Dear Pot Lawyer,

What’s going to happen now that the attorney general has rolled back Obama’s civil forfeiture reforms?

Hopefully nothing. Cannabis legalization remains overwhelmingly popular, and there are signs that Congress despises asset forfeiture. For the blissfully ignorant, civil forfeiture is an abhorrent procedure that allows law enforcement officials to seize assets of individuals that are merely suspected of crimes, without any due process or judicial oversight. To get property back, a property owner must then prove that the assets were not used in any sort of crime. It essentially flips the presumption of innocence on its head.

You may be thinking, “How can that even be legal?” Former Attorney General Eric Holder had the same question, and took steps during President Obama’s time in office to limit a particularly egregious loophole that allowed law enforcement to circumvent state-level restrictions on civil forfeiture by asking federal agencies to adopt the seizure. The feds would swoop in, take the property, and give state police a nice kickback. This is the loophole that current Attorney General Jeff Sessions reinstated in July of this year, and is seen as a dire threat to legitimate state-level cannabis programs because it allows state-level protections to be avoided.

Forfeiture proponents like Sessions argue that civil forfeiture in an invaluable tool in the law enforcement toolbox because it can quickly be used to shut down large-scale organized crime.
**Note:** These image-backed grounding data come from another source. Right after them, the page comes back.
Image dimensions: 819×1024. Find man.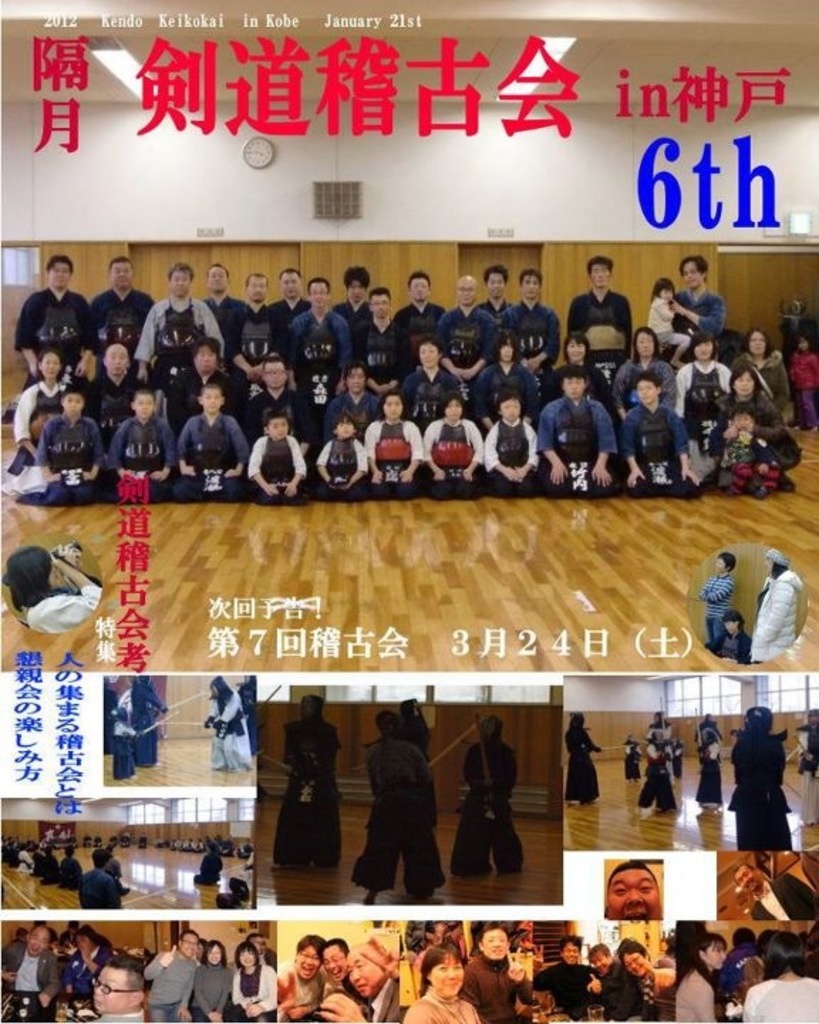
bbox(333, 269, 371, 331).
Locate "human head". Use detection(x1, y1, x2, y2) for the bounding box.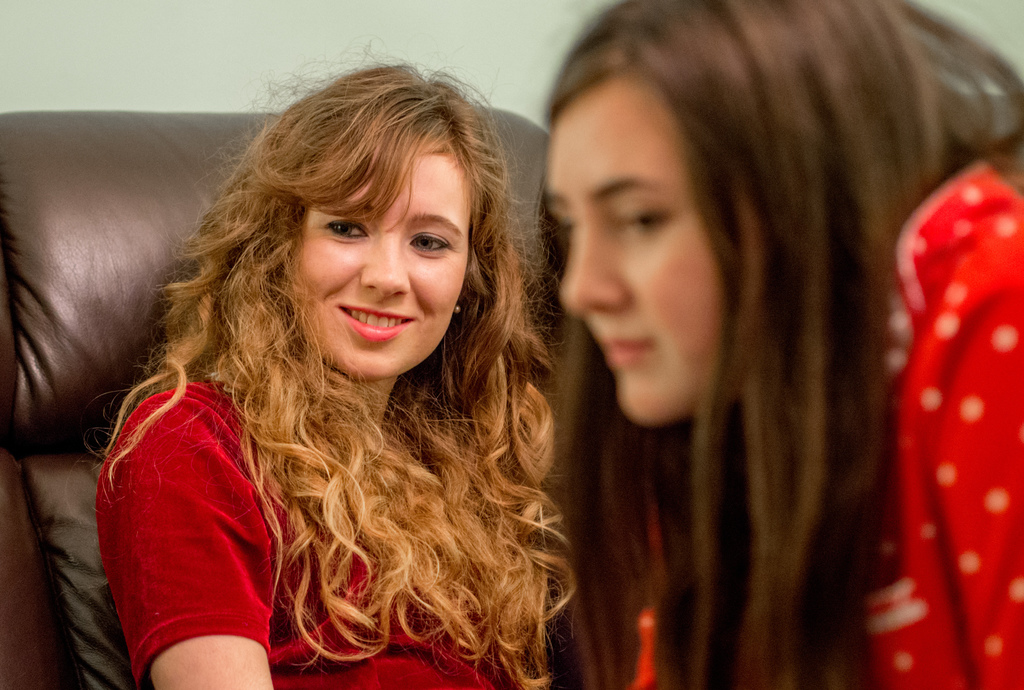
detection(546, 0, 930, 466).
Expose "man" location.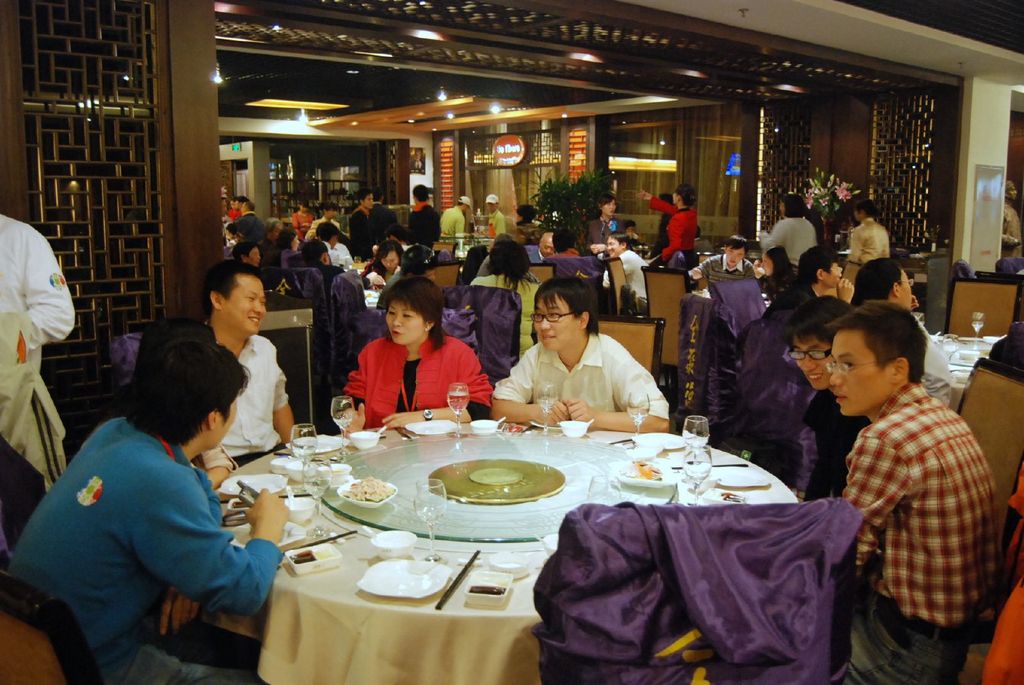
Exposed at Rect(11, 320, 291, 684).
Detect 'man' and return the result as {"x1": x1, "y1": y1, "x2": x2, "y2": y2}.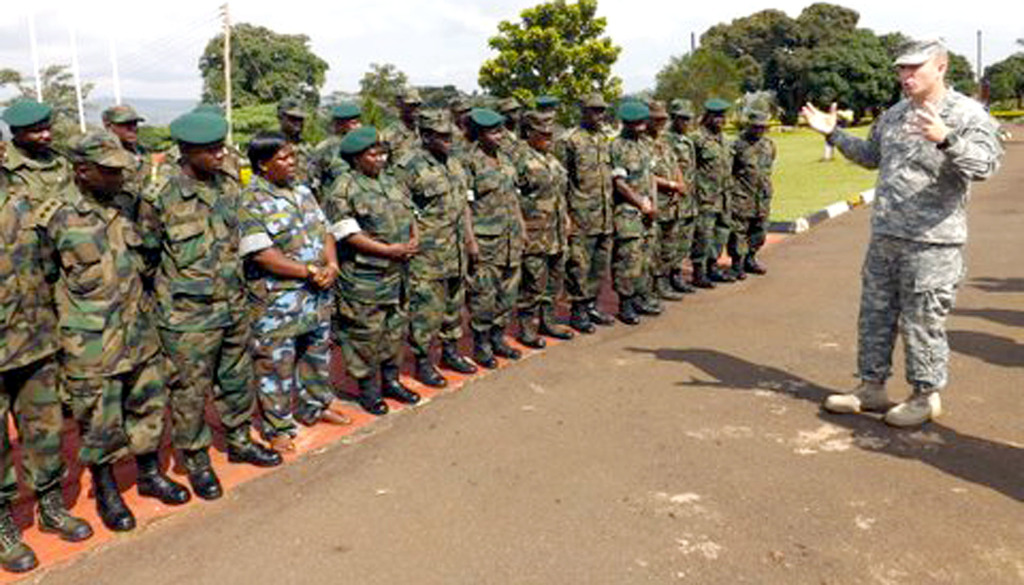
{"x1": 669, "y1": 103, "x2": 700, "y2": 293}.
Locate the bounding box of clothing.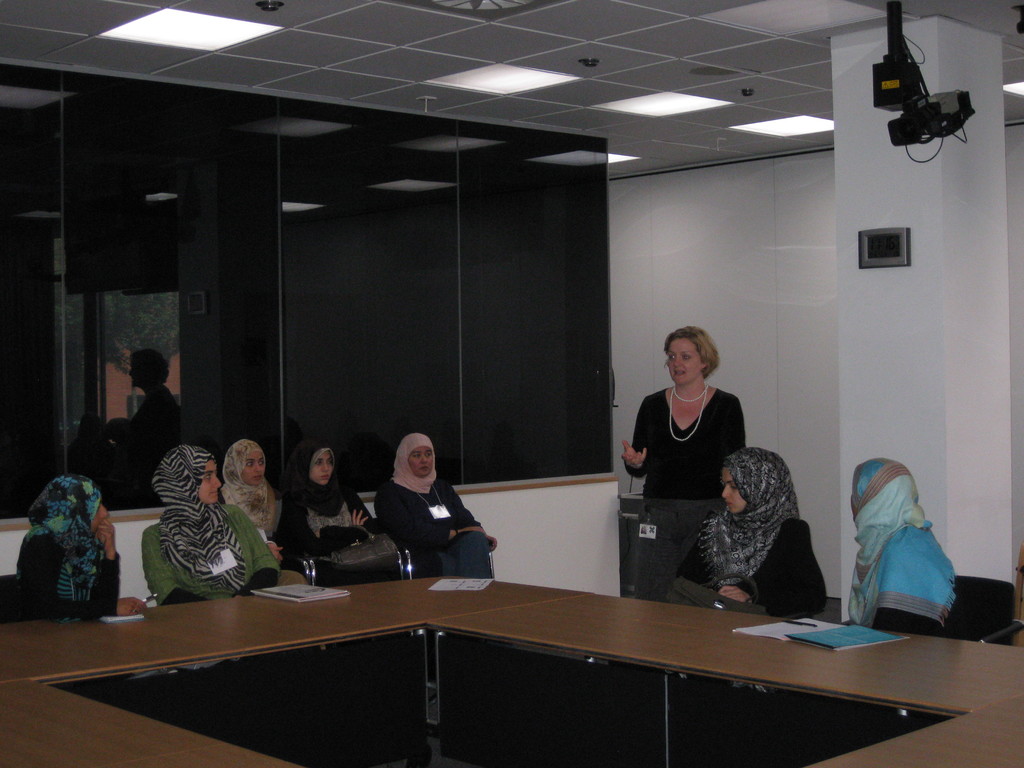
Bounding box: bbox=(20, 534, 118, 616).
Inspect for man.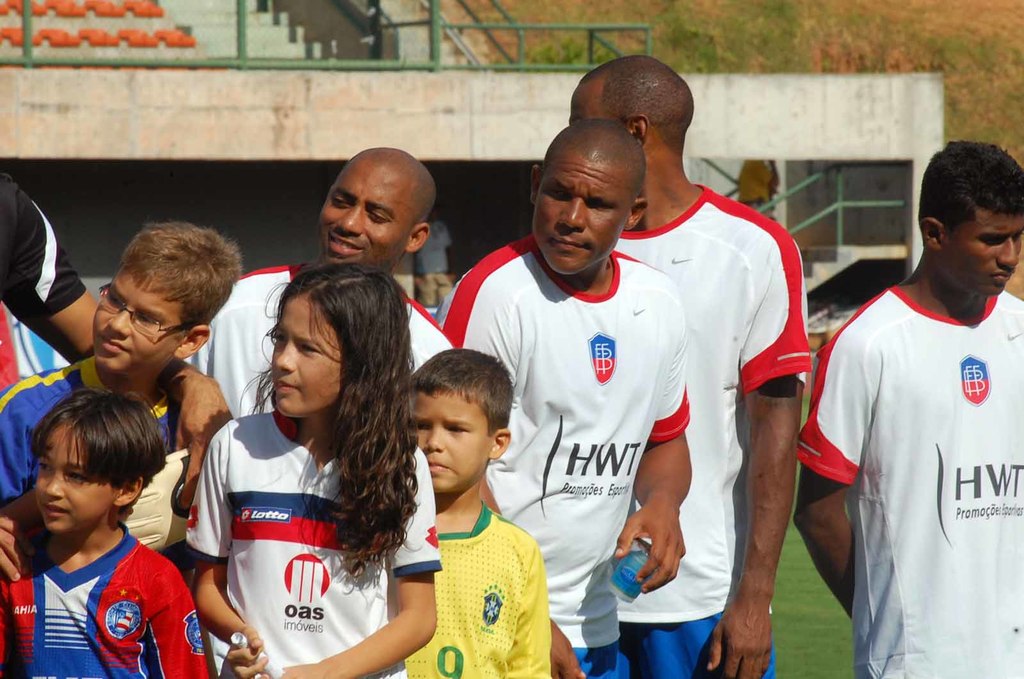
Inspection: x1=183, y1=145, x2=452, y2=420.
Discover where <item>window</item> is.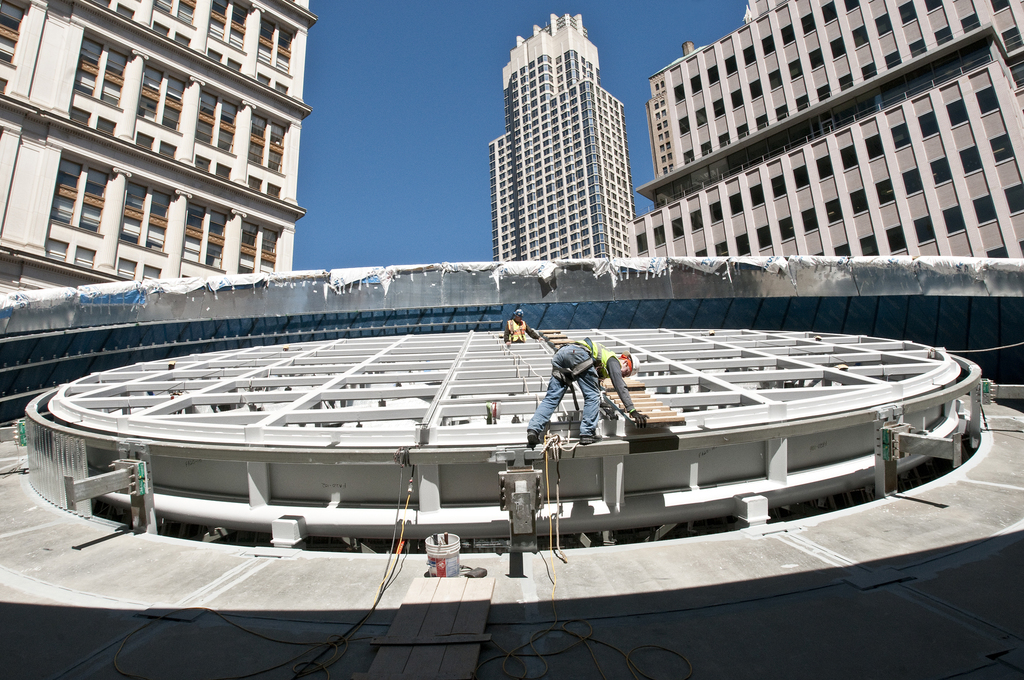
Discovered at {"left": 781, "top": 24, "right": 796, "bottom": 43}.
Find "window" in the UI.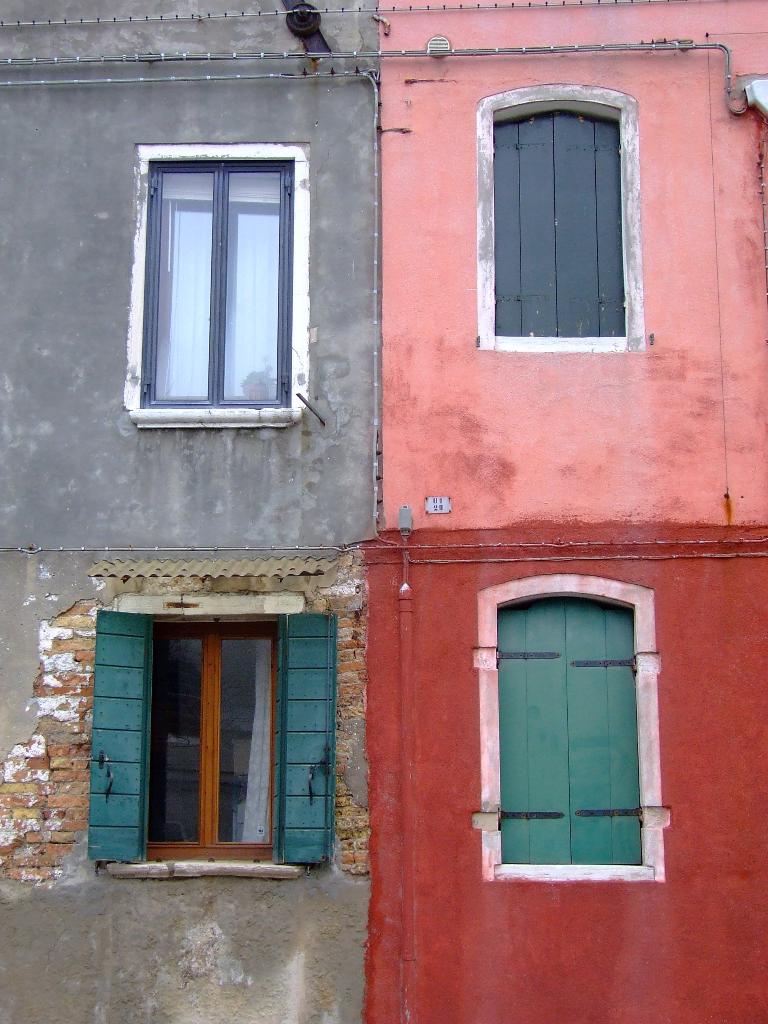
UI element at rect(78, 608, 337, 879).
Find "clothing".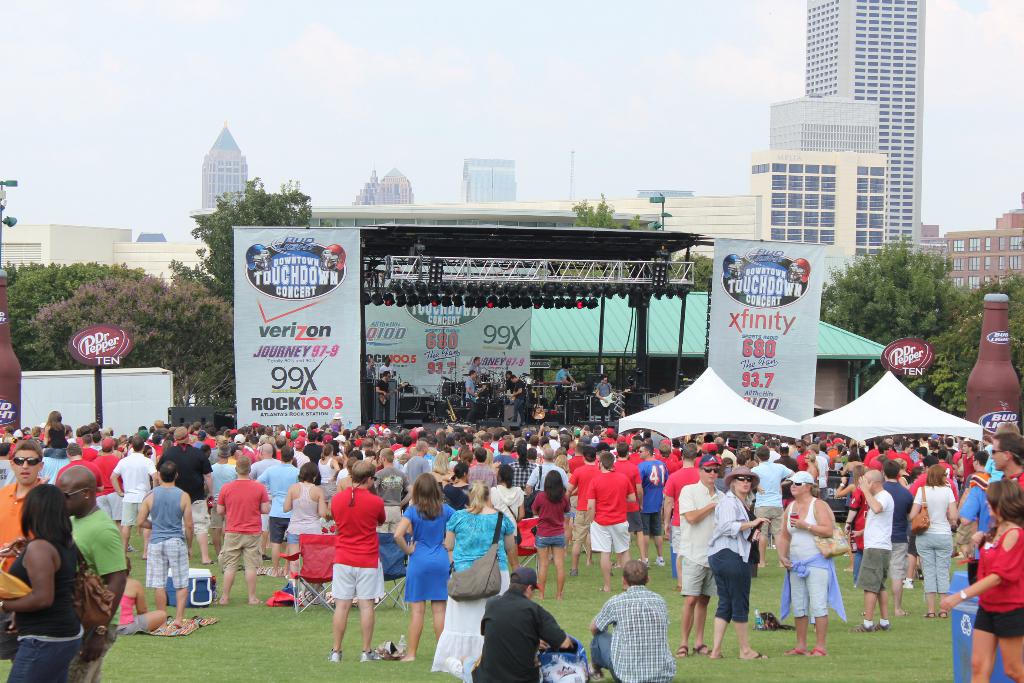
box=[883, 478, 907, 587].
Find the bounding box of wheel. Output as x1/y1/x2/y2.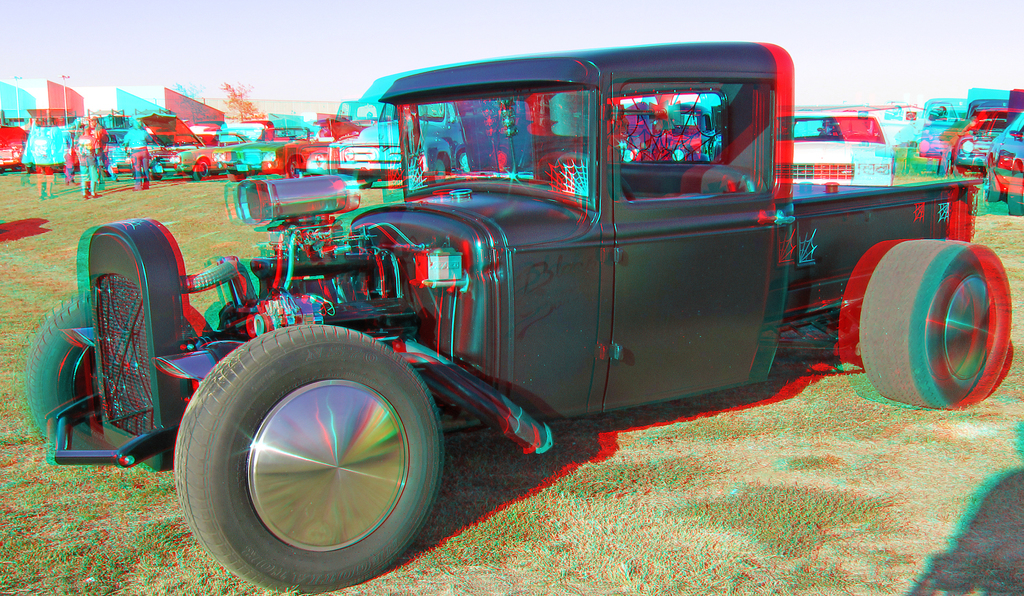
145/166/164/182.
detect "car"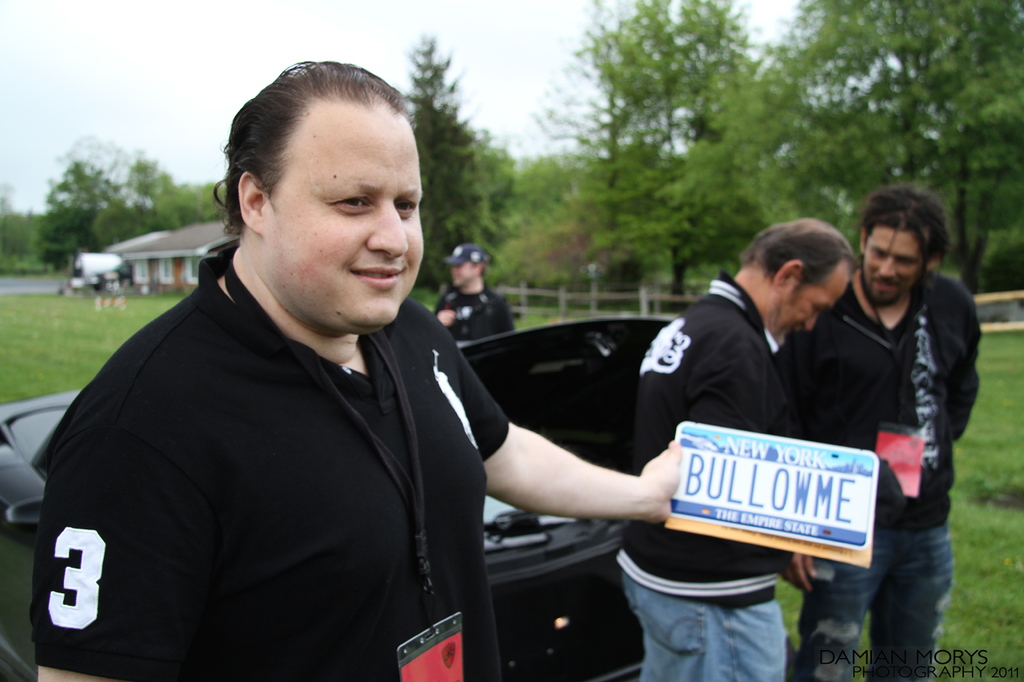
box=[0, 317, 672, 680]
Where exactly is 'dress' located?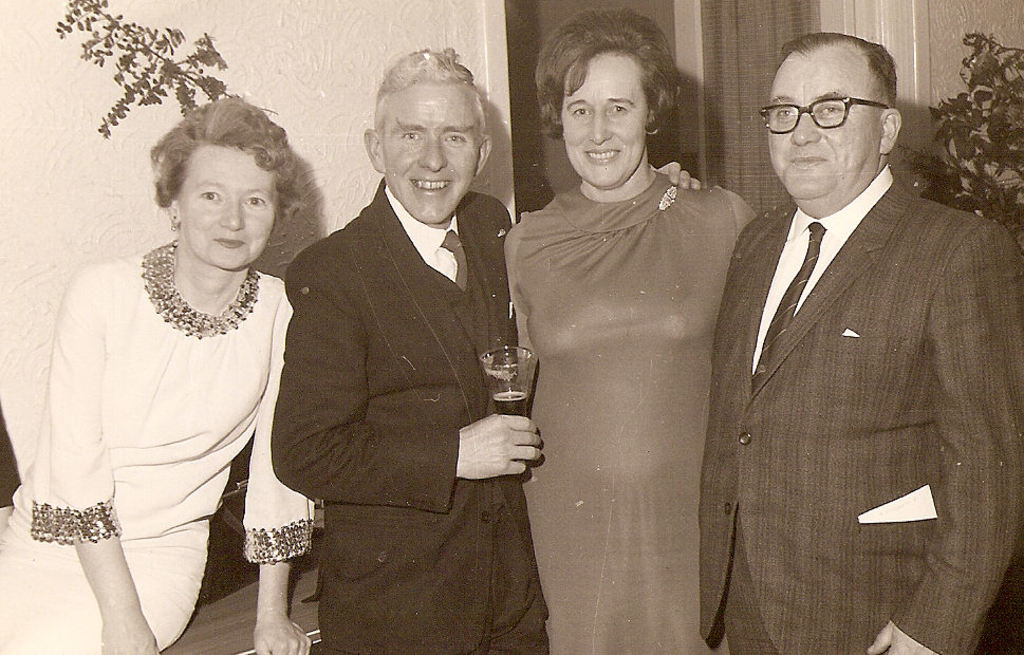
Its bounding box is 508 167 756 654.
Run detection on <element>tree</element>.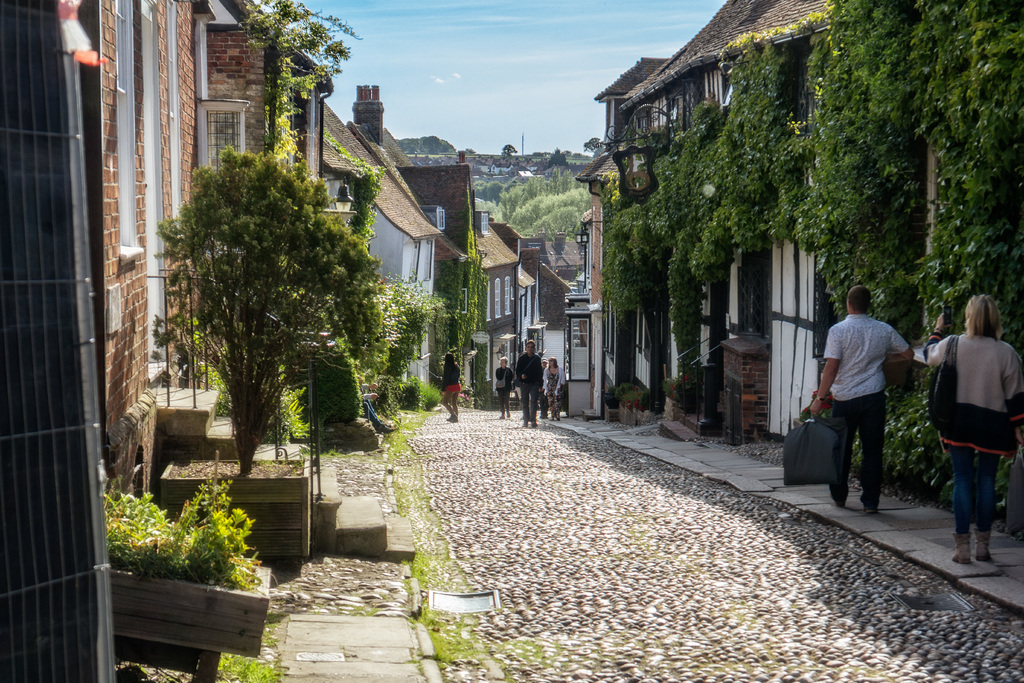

In the official Department of Justice press release issued on July 19, Sessions argued that civil asset forfeiture “is a key tool that helps law enforcement defund organized crime, take back ill-gotten gains, and prevent new crimes from being committed, and it weakens the criminals and the cartels.” That may even be true, but at what cost? Civil forfeiture has been abused in the past to target innocent citizens, and will be abused in the future so long as it is allowed. One abuse is too many.

Mr. Sessions’ statements on the subject don’t provide much confidence. In the July 19 press release, he says that from now on “the Department [of Justice] will adopt smaller seizures of cash—between $5,000 and $10,000—only if there exists some level of criminality.” How comforting that the DOJ will now require “some level of criminality” before taking property without due process.

Fortunately, just last week the US House of Representatives passed an amendment to the 2018 appropriations bill that will prohibit the Department of Justice from using federal funds for federal adoption of state-level seizures. This is rightfully seen as a direct rebuke of Sessions’ new policy. The citizens don’t want this practice, and neither does Congress. Hopefully Sessions will take the hint.